Ottoman youth bands as a whole showcased modernly schooled children as the voice of a sovereign and progressive empire, while the bands employed rhythmic marches to educate children into imperial patriots and heighten patriotic emotion in audiences. Youth choruses singing colloquial lyrics like "Cenge Giderken," moreover, extended the impact of printed poetry by broadcasting their accessible language in open-air space and entertaining the economically and ethnically diverse crowds at official public occasions. Just as such performative media enlarged state imperializing efforts, Ottoman Jewish participation enabled their communities to widely broadcast—and cultivate—their own political allegiances, when, by contrast, on specifically Jewish commemoratives leaders might encourage a low-decibel profile to present a decorous image of its citizenry. As official occasions cleared salutary space for high-volume patriotic display, child performers in Jewish bands and choruses projected the patriotic upbringing and potential of an entire future generation of Ottoman Jews in a way that elder career musicians would not. Even as political winds shifted across the Second Constitutional period (beginning in 1908–09), the Balkan Wars (1912–13), and the lead-up to World War I (1914–18)—as panegyrics to sultans gave way to pan-Turkish cultural motifs set to march tunes—young Jewish performers and conscripts could still find themselves in the poetry through the ethnicity-bending term "Turk," glossed as "Ottoman," and continue to display communal patriotism with their non-Jewish peers, now representing vanguards of change breaking with a "benighted" ancien régime. In the aftermath of the devastating war a veritable cult of youth would be constructed in the early Turkish Republic, while brass band musicians there and elsewhere would progressively adapt their trumpets and drums to jazz combos. Popular musical tastes, wearied of war and militaristic marches, were shifting, and the Istanbul press of the 1920s would debate the sensuality and morality of the new musical and danceable fad. Until then, however, the case of Jewish youth bands and choruses in late empire sheds light on performative avenues open to the leadership of a non-Muslim community, often seeking a low profile, to expand its patriotic image and shape its members' loyalties through the relatively loud, accessible, and entertaining public soundscapes of a broader imperializing enterprise.

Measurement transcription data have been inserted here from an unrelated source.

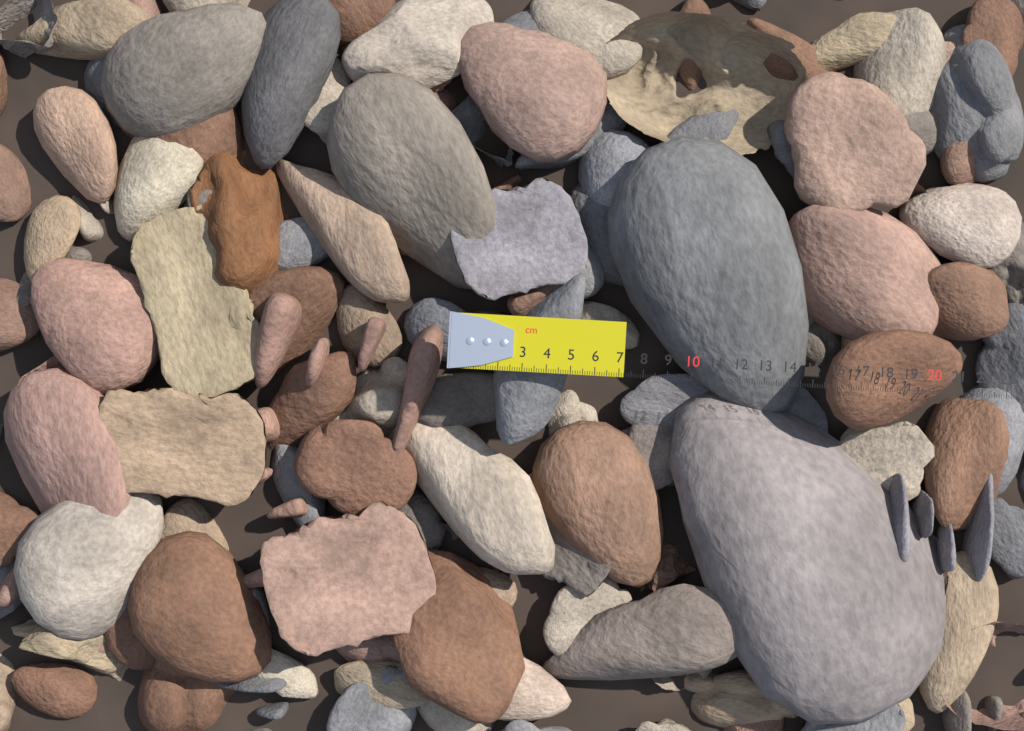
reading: 7.2 cm
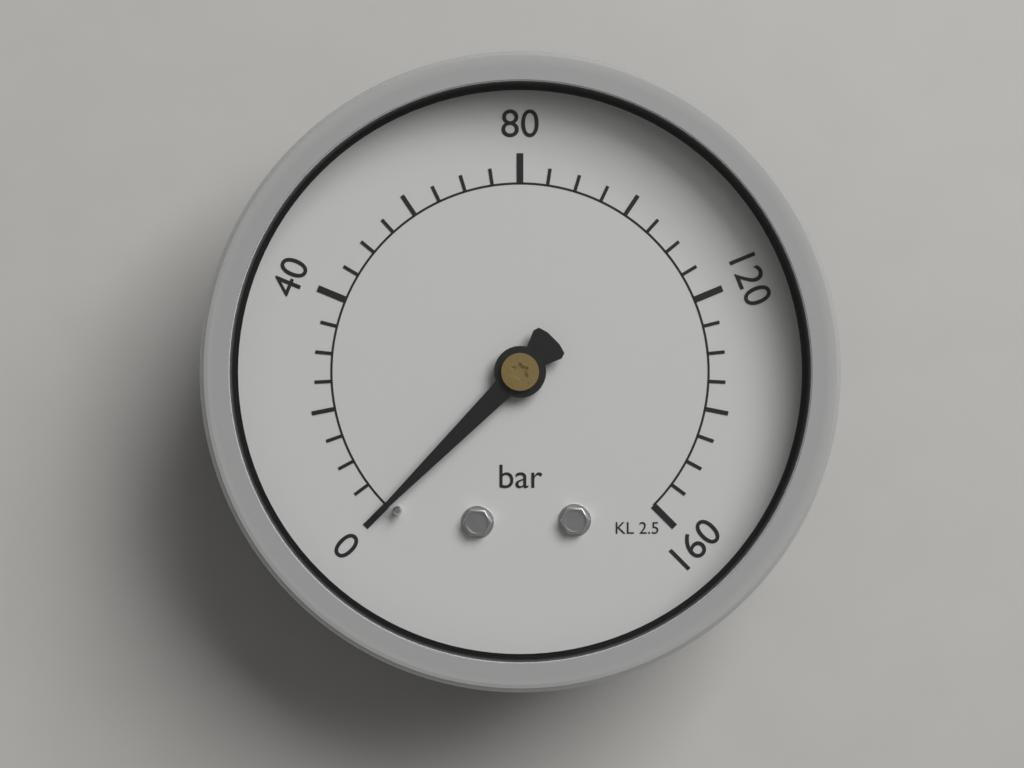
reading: 0 bar
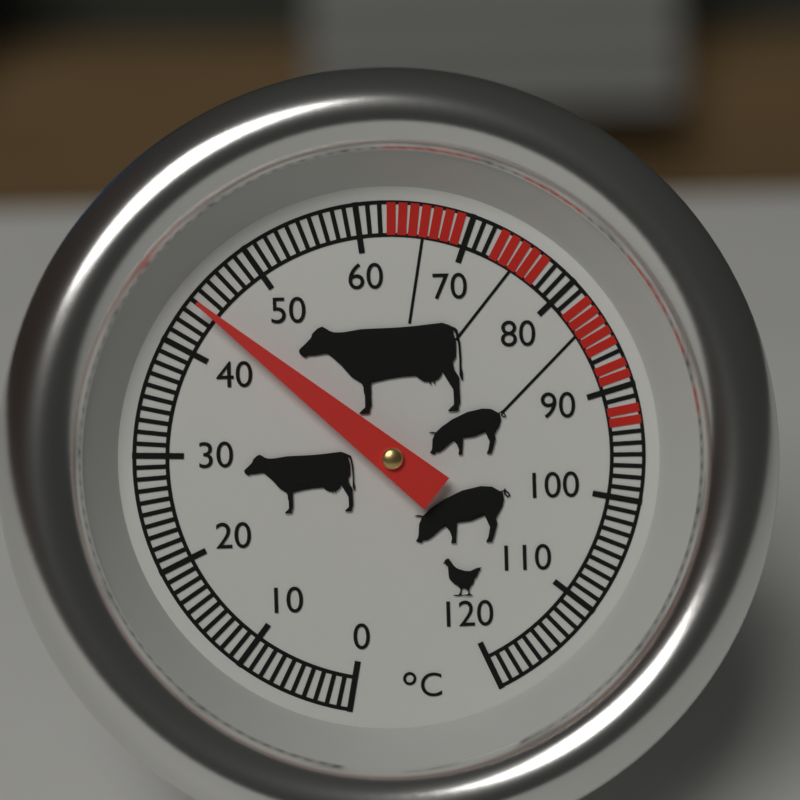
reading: 44 °C
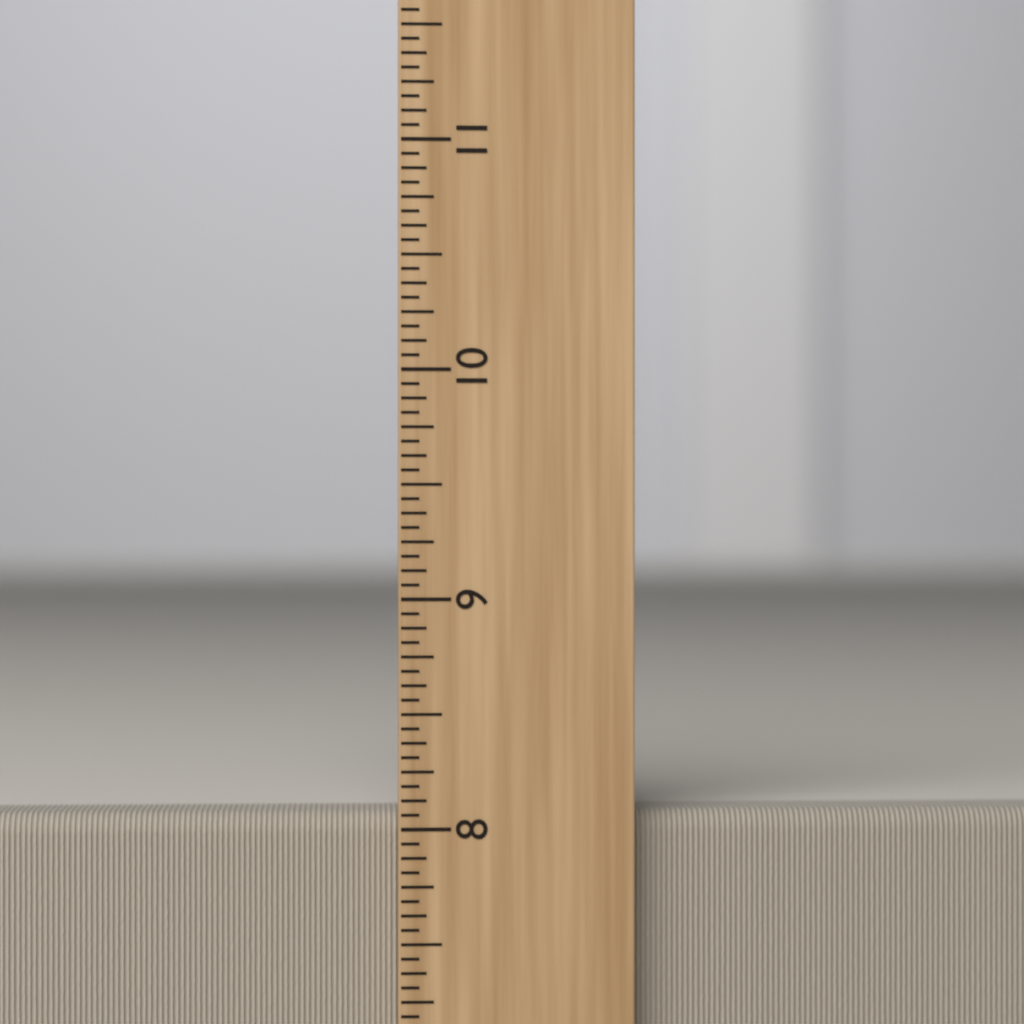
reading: 8.0625 inch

​The author credits Aron Rodrigue and Sarah Abrevaya Stein for the report of Sultan Abdülmecid’s visit to Salonica (A Jewish Voice from Ottoman Salonica: The Ladino Memoir of Sa'adi Besalel a-Levi, 2012); Julia Phillips Cohen for communal debates around public late Ottoman Jewish commemoratives (Becoming Ottomans: Sephardi Jews and Imperial Citizenship in the Modern Era, 2014); and Carole G. Woodall for jazz commentary in the early republican press ("'Awakening a Horrible Monster': Negotiating the Jazz Public in 1920s Istanbul," 2010).